Computer Aided Decoding of Brain-Immune Interactions in Gulf War Illness (GWI): A Joint Embedding on Brain Connectomic and Immunogenetic Markers
Abstract:
Brain-immune interaction is a key factor to understanding the origin of complex symptoms in GWI. This project was designed to study the brain-immune interactions by utilizing a novel computer aided decoding scheme. Throughout 4 years of project period, we developed an image processing pipeline and computational frameworks for analyzing multimodal magnetic resonance imaging (MRI) data collected from the Gulf War Illness Consortium (GWIC). Based on this, we have identified potential diagnostic markers for GWI from an abundant amount of imaging markers and also built a machine learning (ML) framework for classifying GWI in a single-subject level. Selected MRI biomarkers were cross-compared to following markers: cognitive, blood immune, and central immune markers. We also examined exposure/symptom-specific MRI markers. ML classifiers were tested across a single modality MRI, multi-modality MRI or MRI markers combined with others (e.g., cognitive or blood immune markers) to identify the best performing models for diagnosing GWI. From these works, key findings include, 1) Diffusion MRI markers provided best performing ML model, 2) Joint embedding of MRI and non-imaging markers help enhancing the ML performance, 3) More clear brain immune interactions found in exposure-specific subgroups, 4) There are variant MRI markers associated with different symptoms. We published these findings in scientific journals and the results were also presented in scientific conferences. Findings (i.e., features and statistical results) and techniques developed in this project were also packed into a software package as planned and ready to be shared to the GWI research community through collaborations to support building more practical and robust technical as well as clinical solutions for GWI.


# [Work order]
Among the entries below, extract exactly the lines that run from the one with "uI element localization: list" through the one with "For every button, label, input, icon, or", both ends included.

# [Excerpted data]
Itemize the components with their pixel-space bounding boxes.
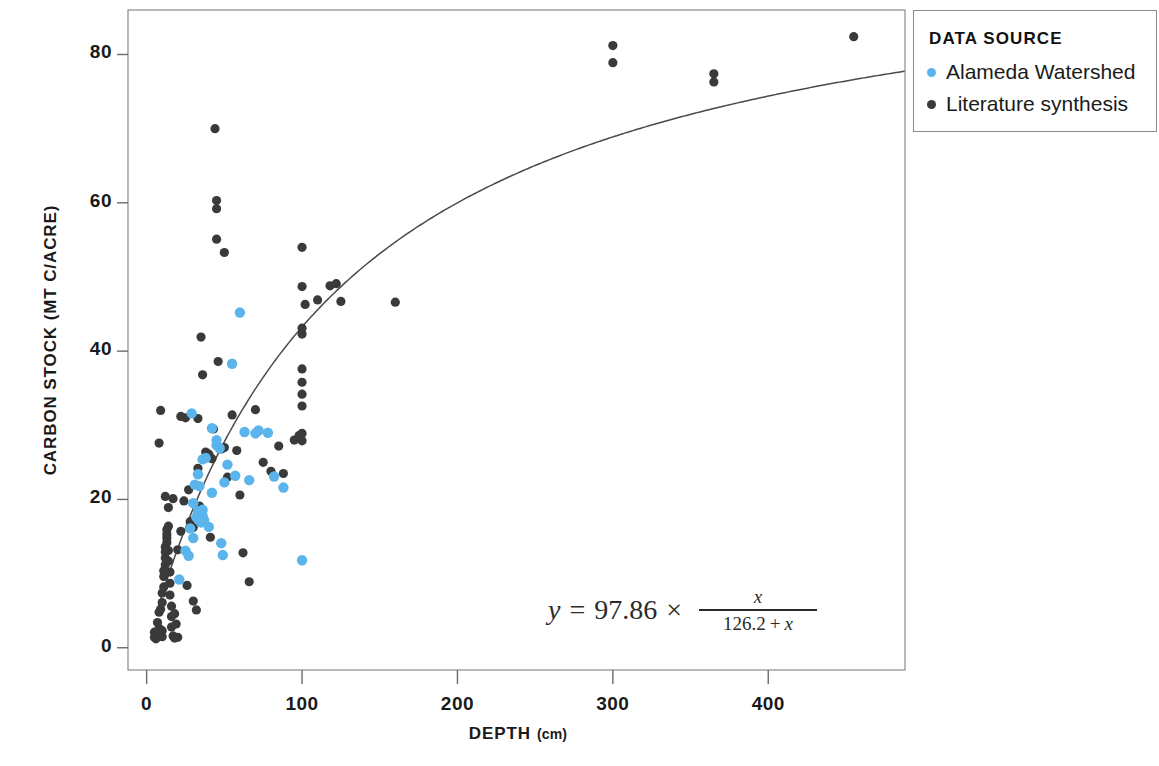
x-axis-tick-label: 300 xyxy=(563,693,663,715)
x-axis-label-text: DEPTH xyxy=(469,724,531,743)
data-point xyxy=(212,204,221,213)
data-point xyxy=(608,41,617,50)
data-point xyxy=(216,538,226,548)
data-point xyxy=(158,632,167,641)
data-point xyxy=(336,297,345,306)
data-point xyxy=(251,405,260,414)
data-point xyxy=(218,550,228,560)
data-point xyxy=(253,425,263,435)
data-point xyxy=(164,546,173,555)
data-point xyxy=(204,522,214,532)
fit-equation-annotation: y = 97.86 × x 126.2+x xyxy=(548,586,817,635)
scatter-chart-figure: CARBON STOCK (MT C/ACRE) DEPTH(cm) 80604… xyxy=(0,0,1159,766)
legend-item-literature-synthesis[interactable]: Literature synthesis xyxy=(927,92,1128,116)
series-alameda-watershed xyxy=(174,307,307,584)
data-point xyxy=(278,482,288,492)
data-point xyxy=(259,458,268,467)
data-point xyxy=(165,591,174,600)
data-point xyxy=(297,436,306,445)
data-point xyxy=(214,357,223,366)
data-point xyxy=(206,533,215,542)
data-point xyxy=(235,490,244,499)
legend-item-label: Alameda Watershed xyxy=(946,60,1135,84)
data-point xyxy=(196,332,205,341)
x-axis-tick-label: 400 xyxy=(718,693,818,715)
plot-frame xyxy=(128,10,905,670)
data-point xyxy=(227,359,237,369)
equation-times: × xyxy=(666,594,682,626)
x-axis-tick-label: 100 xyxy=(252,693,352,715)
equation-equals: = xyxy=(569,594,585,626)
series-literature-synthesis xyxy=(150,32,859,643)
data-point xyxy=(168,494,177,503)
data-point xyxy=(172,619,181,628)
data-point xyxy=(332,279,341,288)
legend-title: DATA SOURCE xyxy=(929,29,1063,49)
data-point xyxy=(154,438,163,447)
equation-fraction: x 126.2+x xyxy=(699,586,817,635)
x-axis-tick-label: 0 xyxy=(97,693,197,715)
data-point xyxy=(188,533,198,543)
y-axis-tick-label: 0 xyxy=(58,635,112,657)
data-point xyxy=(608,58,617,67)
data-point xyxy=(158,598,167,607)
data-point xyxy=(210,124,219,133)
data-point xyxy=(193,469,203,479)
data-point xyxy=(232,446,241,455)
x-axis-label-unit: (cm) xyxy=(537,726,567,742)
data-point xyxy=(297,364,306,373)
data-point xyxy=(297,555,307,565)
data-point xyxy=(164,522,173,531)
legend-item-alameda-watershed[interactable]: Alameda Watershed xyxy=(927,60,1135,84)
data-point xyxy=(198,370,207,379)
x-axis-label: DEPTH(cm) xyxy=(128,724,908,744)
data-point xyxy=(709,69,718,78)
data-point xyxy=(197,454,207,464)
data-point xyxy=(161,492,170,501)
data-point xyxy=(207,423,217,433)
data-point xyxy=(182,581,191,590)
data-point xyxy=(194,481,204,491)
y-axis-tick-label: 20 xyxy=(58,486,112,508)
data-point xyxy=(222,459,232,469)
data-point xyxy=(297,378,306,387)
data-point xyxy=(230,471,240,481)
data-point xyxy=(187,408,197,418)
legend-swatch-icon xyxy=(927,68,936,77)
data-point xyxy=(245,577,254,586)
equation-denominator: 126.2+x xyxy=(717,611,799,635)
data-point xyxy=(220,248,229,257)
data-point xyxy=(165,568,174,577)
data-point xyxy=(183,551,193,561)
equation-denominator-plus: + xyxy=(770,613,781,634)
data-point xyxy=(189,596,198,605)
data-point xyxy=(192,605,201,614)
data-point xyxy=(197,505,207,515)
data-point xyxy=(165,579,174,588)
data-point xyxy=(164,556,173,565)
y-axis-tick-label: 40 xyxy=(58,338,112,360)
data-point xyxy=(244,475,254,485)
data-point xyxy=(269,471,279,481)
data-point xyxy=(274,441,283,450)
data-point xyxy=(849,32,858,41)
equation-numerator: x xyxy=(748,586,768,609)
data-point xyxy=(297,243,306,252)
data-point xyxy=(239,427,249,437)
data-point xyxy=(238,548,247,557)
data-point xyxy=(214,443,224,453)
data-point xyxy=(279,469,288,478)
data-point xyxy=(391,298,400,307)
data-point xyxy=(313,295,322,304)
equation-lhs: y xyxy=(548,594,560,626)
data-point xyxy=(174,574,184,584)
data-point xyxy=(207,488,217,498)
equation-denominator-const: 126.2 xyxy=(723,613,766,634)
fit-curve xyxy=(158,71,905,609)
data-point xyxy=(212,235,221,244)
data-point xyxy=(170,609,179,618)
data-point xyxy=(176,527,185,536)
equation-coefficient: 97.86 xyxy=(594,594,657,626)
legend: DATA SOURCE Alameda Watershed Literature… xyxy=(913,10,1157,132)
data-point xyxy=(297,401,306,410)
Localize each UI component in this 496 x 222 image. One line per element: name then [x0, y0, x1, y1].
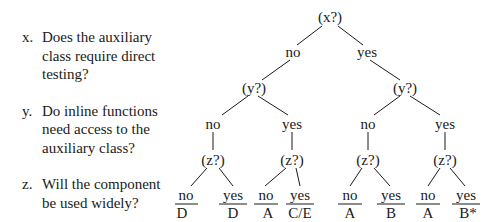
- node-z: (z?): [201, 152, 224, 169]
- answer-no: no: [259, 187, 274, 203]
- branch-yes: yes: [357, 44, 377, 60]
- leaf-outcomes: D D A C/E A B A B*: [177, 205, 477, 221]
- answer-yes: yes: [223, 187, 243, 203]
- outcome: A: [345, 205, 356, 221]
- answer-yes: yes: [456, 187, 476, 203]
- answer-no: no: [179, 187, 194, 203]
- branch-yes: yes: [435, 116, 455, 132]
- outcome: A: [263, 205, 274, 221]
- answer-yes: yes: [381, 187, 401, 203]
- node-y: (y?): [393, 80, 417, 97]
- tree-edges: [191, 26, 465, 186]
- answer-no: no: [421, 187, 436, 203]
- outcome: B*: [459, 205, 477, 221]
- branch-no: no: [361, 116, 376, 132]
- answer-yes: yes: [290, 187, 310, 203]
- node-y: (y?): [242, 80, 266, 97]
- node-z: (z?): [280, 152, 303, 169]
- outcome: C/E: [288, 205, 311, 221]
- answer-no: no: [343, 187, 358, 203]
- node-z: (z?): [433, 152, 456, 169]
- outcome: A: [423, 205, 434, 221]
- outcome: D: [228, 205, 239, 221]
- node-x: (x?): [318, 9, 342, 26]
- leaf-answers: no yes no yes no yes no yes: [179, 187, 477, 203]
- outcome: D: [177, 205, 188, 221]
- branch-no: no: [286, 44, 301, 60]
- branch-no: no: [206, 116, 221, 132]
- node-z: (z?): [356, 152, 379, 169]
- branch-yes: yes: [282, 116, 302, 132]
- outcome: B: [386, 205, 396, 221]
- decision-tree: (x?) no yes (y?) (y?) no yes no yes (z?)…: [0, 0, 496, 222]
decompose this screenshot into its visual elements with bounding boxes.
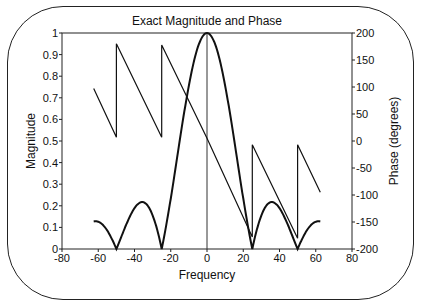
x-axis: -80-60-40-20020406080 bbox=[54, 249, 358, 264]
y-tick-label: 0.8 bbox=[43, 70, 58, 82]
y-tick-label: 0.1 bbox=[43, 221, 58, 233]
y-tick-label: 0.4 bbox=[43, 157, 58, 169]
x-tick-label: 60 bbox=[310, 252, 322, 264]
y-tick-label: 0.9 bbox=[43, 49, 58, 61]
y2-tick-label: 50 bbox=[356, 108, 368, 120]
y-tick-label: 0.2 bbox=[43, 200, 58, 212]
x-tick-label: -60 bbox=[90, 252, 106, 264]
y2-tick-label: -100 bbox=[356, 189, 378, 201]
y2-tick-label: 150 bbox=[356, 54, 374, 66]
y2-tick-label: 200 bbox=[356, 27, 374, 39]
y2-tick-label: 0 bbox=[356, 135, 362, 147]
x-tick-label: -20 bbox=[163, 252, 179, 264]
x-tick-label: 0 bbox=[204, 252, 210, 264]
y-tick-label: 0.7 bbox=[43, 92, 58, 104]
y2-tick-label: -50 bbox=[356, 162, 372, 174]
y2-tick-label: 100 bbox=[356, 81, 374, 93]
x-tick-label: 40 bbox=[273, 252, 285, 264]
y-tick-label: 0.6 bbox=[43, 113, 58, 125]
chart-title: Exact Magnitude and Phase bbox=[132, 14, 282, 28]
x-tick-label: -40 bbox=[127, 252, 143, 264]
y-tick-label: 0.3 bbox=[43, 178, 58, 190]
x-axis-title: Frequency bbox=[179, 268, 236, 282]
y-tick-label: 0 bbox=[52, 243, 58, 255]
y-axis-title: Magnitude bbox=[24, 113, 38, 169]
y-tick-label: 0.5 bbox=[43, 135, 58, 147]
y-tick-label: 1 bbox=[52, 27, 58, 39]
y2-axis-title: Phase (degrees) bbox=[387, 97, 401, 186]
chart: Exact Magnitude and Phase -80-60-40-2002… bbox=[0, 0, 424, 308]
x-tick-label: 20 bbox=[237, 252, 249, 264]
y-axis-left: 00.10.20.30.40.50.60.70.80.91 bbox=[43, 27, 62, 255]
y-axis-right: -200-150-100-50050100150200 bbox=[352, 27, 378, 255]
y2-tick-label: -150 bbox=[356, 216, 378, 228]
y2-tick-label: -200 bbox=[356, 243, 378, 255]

* * *

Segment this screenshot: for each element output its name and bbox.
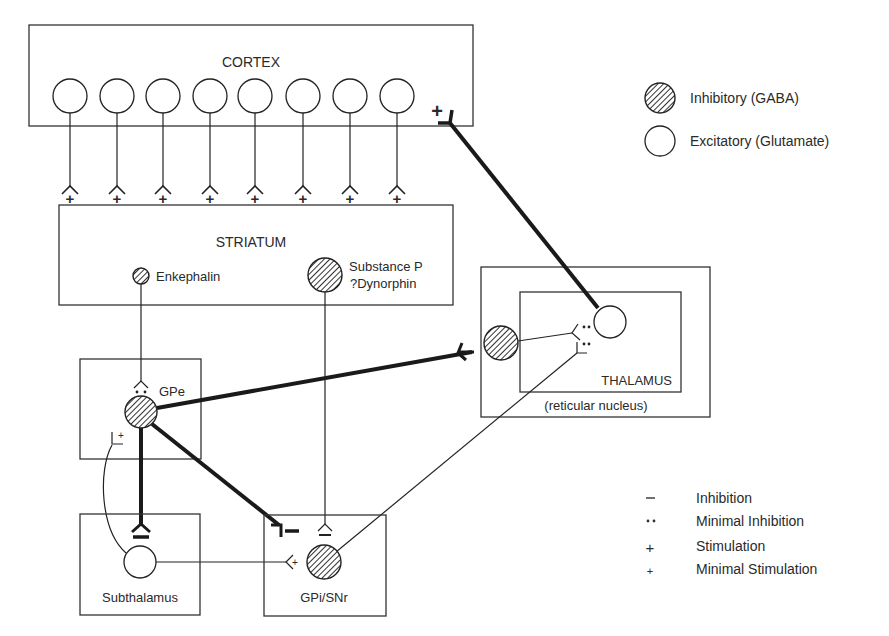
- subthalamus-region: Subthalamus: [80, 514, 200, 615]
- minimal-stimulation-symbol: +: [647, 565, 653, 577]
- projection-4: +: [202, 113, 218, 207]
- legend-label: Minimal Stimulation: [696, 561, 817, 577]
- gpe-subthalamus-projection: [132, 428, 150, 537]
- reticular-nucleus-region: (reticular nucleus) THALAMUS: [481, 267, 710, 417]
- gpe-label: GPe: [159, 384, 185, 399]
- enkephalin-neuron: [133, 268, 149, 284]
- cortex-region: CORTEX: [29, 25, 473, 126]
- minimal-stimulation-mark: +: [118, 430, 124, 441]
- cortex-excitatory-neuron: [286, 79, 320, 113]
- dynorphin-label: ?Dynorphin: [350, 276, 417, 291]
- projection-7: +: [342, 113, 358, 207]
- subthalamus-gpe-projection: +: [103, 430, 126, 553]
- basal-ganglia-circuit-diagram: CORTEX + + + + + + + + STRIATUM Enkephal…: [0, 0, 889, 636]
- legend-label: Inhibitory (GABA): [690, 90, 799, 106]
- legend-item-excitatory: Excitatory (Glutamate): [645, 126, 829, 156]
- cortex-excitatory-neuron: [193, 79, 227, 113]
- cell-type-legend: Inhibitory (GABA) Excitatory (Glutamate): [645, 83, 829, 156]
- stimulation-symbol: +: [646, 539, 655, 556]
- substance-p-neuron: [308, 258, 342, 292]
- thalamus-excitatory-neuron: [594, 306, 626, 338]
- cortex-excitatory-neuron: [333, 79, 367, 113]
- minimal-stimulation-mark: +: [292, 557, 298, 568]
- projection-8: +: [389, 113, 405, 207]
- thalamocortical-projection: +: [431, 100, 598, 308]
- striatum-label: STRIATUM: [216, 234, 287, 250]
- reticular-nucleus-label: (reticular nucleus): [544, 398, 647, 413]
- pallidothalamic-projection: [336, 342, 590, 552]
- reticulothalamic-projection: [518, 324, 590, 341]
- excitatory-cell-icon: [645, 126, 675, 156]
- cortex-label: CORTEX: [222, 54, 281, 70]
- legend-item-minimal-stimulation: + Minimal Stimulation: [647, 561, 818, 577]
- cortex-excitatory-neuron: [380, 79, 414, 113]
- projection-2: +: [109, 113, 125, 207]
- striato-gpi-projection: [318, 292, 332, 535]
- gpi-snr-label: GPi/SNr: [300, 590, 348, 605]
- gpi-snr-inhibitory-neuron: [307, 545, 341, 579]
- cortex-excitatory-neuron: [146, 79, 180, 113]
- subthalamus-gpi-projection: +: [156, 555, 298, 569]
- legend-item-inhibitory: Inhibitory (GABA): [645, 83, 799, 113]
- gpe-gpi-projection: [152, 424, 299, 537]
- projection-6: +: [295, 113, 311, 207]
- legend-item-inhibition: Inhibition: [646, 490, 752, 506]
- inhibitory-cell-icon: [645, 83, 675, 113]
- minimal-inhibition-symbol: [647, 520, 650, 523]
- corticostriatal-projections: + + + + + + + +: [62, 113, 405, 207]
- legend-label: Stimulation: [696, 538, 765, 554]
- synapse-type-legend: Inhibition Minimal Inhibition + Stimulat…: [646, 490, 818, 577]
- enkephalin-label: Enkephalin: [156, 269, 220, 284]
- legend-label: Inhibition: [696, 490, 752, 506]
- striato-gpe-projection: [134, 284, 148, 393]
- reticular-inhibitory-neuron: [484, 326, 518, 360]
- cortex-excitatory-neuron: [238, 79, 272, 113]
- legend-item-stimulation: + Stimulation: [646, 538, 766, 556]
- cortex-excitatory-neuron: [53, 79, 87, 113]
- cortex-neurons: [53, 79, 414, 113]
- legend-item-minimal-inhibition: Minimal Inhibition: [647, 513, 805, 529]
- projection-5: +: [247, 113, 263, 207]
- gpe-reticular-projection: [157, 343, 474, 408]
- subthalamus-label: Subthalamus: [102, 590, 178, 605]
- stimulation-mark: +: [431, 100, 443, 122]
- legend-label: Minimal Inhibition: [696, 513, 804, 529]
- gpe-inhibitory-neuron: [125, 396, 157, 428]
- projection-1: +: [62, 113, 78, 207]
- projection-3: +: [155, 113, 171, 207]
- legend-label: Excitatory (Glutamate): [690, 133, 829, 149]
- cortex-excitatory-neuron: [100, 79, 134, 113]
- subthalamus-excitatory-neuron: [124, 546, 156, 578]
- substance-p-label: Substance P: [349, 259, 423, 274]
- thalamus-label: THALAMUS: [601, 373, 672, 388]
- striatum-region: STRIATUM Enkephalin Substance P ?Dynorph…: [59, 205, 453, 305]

==

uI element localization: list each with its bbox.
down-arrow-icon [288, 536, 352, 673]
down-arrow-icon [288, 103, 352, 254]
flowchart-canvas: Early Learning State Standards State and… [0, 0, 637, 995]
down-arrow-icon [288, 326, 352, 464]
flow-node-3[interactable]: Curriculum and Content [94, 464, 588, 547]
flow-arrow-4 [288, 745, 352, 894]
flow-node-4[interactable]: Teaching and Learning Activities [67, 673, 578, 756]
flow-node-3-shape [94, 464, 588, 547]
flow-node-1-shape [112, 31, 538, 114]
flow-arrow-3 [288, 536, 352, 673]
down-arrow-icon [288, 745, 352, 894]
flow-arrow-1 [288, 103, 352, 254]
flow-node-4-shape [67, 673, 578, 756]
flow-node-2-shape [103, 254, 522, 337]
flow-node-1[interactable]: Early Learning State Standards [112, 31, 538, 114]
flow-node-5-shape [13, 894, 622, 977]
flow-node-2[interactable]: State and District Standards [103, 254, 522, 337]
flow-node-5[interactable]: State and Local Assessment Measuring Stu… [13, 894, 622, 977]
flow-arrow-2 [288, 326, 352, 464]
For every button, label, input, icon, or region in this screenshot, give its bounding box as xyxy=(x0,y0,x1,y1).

# [Answer section]
uI element localization: list each with its bbox.
down-arrow-icon [288, 536, 352, 673]
down-arrow-icon [288, 103, 352, 254]
flowchart-canvas: Early Learning State Standards State and… [0, 0, 637, 995]
down-arrow-icon [288, 326, 352, 464]
flow-node-3[interactable]: Curriculum and Content [94, 464, 588, 547]
flow-arrow-4 [288, 745, 352, 894]
flow-node-4[interactable]: Teaching and Learning Activities [67, 673, 578, 756]
flow-node-3-shape [94, 464, 588, 547]
flow-node-1-shape [112, 31, 538, 114]
flow-arrow-3 [288, 536, 352, 673]
down-arrow-icon [288, 745, 352, 894]
flow-arrow-1 [288, 103, 352, 254]
flow-node-4-shape [67, 673, 578, 756]
flow-node-2-shape [103, 254, 522, 337]
flow-node-1[interactable]: Early Learning State Standards [112, 31, 538, 114]
flow-node-5-shape [13, 894, 622, 977]
flow-node-2[interactable]: State and District Standards [103, 254, 522, 337]
flow-node-5[interactable]: State and Local Assessment Measuring Stu… [13, 894, 622, 977]
flow-arrow-2 [288, 326, 352, 464]
For every button, label, input, icon, or region in this screenshot, give its bounding box as xyxy=(x0,y0,x1,y1).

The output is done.